Frequently asked questions about UMN and LMN lesions on board exams
What is the fastest way to tell UMN from LMN signs?
Look at reflexes and the Babinski sign first. Hyperreflexia plus a positive Babinski almost always means UMN. Hyporeflexia or areflexia with a downgoing toe almost always means LMN. The remaining signs (tone, atrophy, fasciculations, distribution) confirm the pattern but rarely change the answer once those two findings are clear.
Why does an UMN lesion cause increased reflexes if the upper motor neuron is damaged?
The upper motor neuron normally provides descending inhibition to spinal reflex arcs. When the UMN is damaged, that inhibition is lost. The reflex arc itself remains intact at the spinal level, so reflexes fire faster and stronger than normal.

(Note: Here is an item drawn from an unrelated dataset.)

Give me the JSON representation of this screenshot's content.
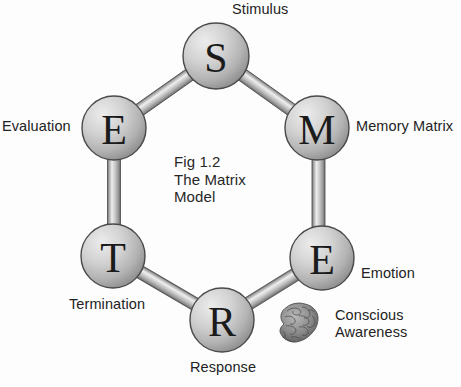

This is why UMN lesions paradoxically cause hyperreflexia rather than the absent reflexes you might expect from a damaged neuron.
Where exactly does the UMN end and the LMN begin?
The anterior horn cell of the spinal cord. Anything from the motor cortex through the corticospinal tract down to (but not including) the synapse on the anterior horn cell is UMN. The anterior horn cell itself and everything distal (nerve root, peripheral nerve, neuromuscular junction, muscle) is LMN. ALS hits both because it affects the anterior horn cell (LMN) and the lateral corticospinal tract (UMN) simultaneously.
Is a positive Babinski ever normal?
Yes, in infants. The corticospinal tract is not fully myelinated until 12 to 24 months of age, so an upgoing toe in a neonate is a normal finding. After about two years, a positive Babinski indicates a UMN lesion until proven otherwise.
How do I differentiate Guillain-Barré syndrome from ALS?
Reflexes and time course. GBS produces areflexia and develops over days to weeks, often after a recent infection. ALS produces hyperreflexia (because of the UMN component) alongside fasciculations and atrophy (the LMN component), and develops over months to years. The mixed UMN-and-LMN picture is the discriminator.
What does a sensory level tell you on a localization stem?
A sensory level (decreased sensation below a specific dermatome) localizes the lesion to the spinal cord at that level. Cortical and subcortical lesions do not produce a sensory level. If the stem describes weakness with a sensory level, expect a spinal cord process: compression from tumor or disc, transverse myelitis, or trauma.
Are UMN and LMN concepts tested differently on COMLEX versus USMLE?
The underlying concepts are the same on both exams. COMLEX often pairs the localization with an OMM consideration or a more clinically focused stem. USMLE tends to push deeper into pathophysiology (the molecular basis of demyelination, ADAMTS13-style mechanism questions, complement involvement) but the localization framework is identical.